But you can also vee them on any two axes at the same time. This gives three possible combinations (which is not particularly useful data, but I mention it in passing): rotated and split; rotated and tilted; split and tilted.
Now most display artists generally rotate and split each pair of items by default. Painters too, when they compose their subjects. And that generally is as good as it gets.
But, the big secret is that you can vee any two items on all three axes at the same time and that's when the composition really gains power. That's what Tintoretto was doing. Each pair of subjects was arranged so that they would counterpoint each other on all three axes at the same time.
The Ascent to Calvary |
About the clearest you can see an example of this is in the positioning of the upper and lower crucifixes in The Ascent to Calvary. Each one has been rotated, split and tilted in an opposite direction.

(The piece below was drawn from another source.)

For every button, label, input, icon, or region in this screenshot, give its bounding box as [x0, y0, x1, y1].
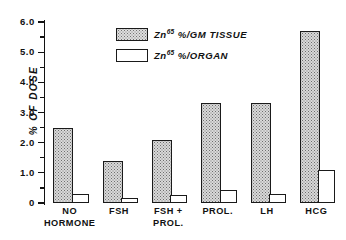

This is how to make your work stand out. It is what most people find the most pleasing, and what they like the best. My track on that is as a display artist, or more specifically, a 'trimmer" which is a particular type of display artist who suspends clothing in mid air using thin wires which when viewed from a distance, makes them look as if they have taken on a life of their own and are able to defy gravity and float in mid air. But there's no reason someone working with mannequins couldn't use the same techniques and make his work excell. This is what Tintoretto did and his paintings are in museums all over the world, even though his actual painting was not that great (in my opinion at least).
For a trimmer, the art is all in the geometric composition. A trimmer looks at an article of clothing the same way a painter looks at a daub of paint. It's just a shape. And his art is in the arrangement of shapes one to another.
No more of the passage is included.